“For me, it is becoming increasingly clear that the price of unregulated globalisation, mass immigration and the free movement of labour is paid for by the lower classes,” she wrote in a recent biography.
Denmark’s current right-wing coalition government last year enacted the most anti-immigration legislation in Danish history and, rather than position her party in stark opposition, Frederikson has embraced much of it.
Under her leadership, the SD have called for a cap on “non-western immigrants”, for asylum seekers to be expelled to a reception centre in North Africa, and for all immigrants to be forced to work 37 hours a week in exchange for benefits.
She has reached out to the populist Danish People’s party (DPP), doing a series of joint interviews with its leader, Kristian Thulesen Dahl, and discussing cooperating with them in government.
But it is the government policies her party has supported which have been most alarming for her allies in the left-of-centre red bloc. These include a law allowing jewellery to be stripped from refugees, a burqa and niqab ban, mandatory handshakes irrespective of religious sentiment at citizenship ceremonies, and a plan to house criminal asylum seekers on an island used for researching contagious animal diseases. In February, she backed what the DPP has branded a “paradigm shift” – a push to make repatriation, rather than integration, the goal of asylum policy.
Frederiksen has dealt harshly with any internal dissent. When her party colleague Mette Gjerskov, a former minister, vociferously opposed the burqa ban, her local party backed a rival candidate (whom she fended off) for her seat, and she was then fired as the party’s international development spokesman.
“I was aware that shifting the position in the party would take a lot, but I knew that I had to win that fight,” Frederiksen wrote in her biography. “Normally, I would seek to compromise, but not on immigration policy.”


#### [Your task]
What is the number of lines in this listing that include the string "slot"? Answer with that number by itself.

#### [Available data]

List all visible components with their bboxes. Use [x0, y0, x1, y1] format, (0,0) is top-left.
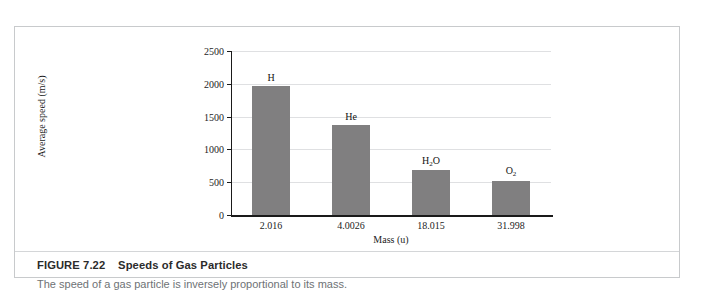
- y-tick-label: 0: [219, 210, 224, 221]
- bar-value-label: He: [345, 111, 357, 122]
- y-tick-mark: [227, 215, 231, 216]
- x-axis-title: Mass (u): [231, 234, 551, 245]
- plot-inner: 05001000150020002500 H2.016He4.0026H2O18…: [231, 51, 551, 215]
- bar-value-label: O2: [506, 165, 517, 178]
- bar[interactable]: He: [332, 125, 370, 215]
- y-tick-label: 500: [209, 177, 224, 188]
- x-tick-label: 4.0026: [337, 220, 365, 231]
- y-axis-title: Average speed (m/s): [36, 47, 47, 187]
- y-tick-label: 2000: [204, 78, 224, 89]
- x-tick-label: 31.998: [497, 220, 525, 231]
- bar-slot: He4.0026: [311, 51, 391, 215]
- y-tick-label: 1500: [204, 111, 224, 122]
- x-axis-line: [231, 215, 553, 217]
- figure-number: FIGURE 7.22: [37, 259, 105, 271]
- bar-value-label: H2O: [422, 155, 440, 168]
- bar-slot: O231.998: [471, 51, 551, 215]
- bar[interactable]: H2O: [412, 170, 450, 215]
- bar[interactable]: H: [252, 86, 290, 215]
- x-tick-label: 18.015: [417, 220, 445, 231]
- chart-area: Average speed (m/s) 05001000150020002500…: [15, 27, 679, 251]
- y-tick-label: 1000: [204, 144, 224, 155]
- bar-slot: H2.016: [231, 51, 311, 215]
- caption-block: FIGURE 7.22 Speeds of Gas Particles The …: [37, 259, 637, 290]
- bar-value-label: H: [267, 72, 274, 83]
- y-tick-label: 2500: [204, 46, 224, 57]
- figure-caption-title: FIGURE 7.22 Speeds of Gas Particles: [37, 259, 637, 271]
- x-tick-label: 2.016: [260, 220, 283, 231]
- figure-container: Average speed (m/s) 05001000150020002500…: [14, 26, 680, 278]
- bar[interactable]: O2: [492, 181, 530, 215]
- caption-divider: [15, 251, 679, 252]
- figure-caption-subtitle: The speed of a gas particle is inversely…: [37, 278, 637, 290]
- bar-slot: H2O18.015: [391, 51, 471, 215]
- figure-title-text: Speeds of Gas Particles: [118, 259, 248, 271]
- plot-wrapper: Average speed (m/s) 05001000150020002500…: [15, 27, 679, 251]
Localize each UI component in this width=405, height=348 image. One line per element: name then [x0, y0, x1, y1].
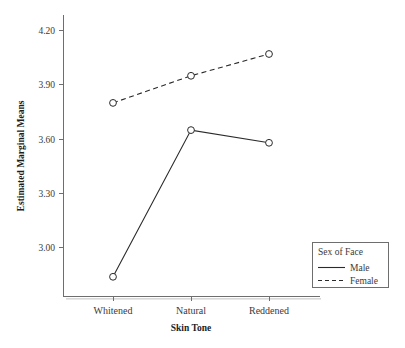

#### [Finished task]
4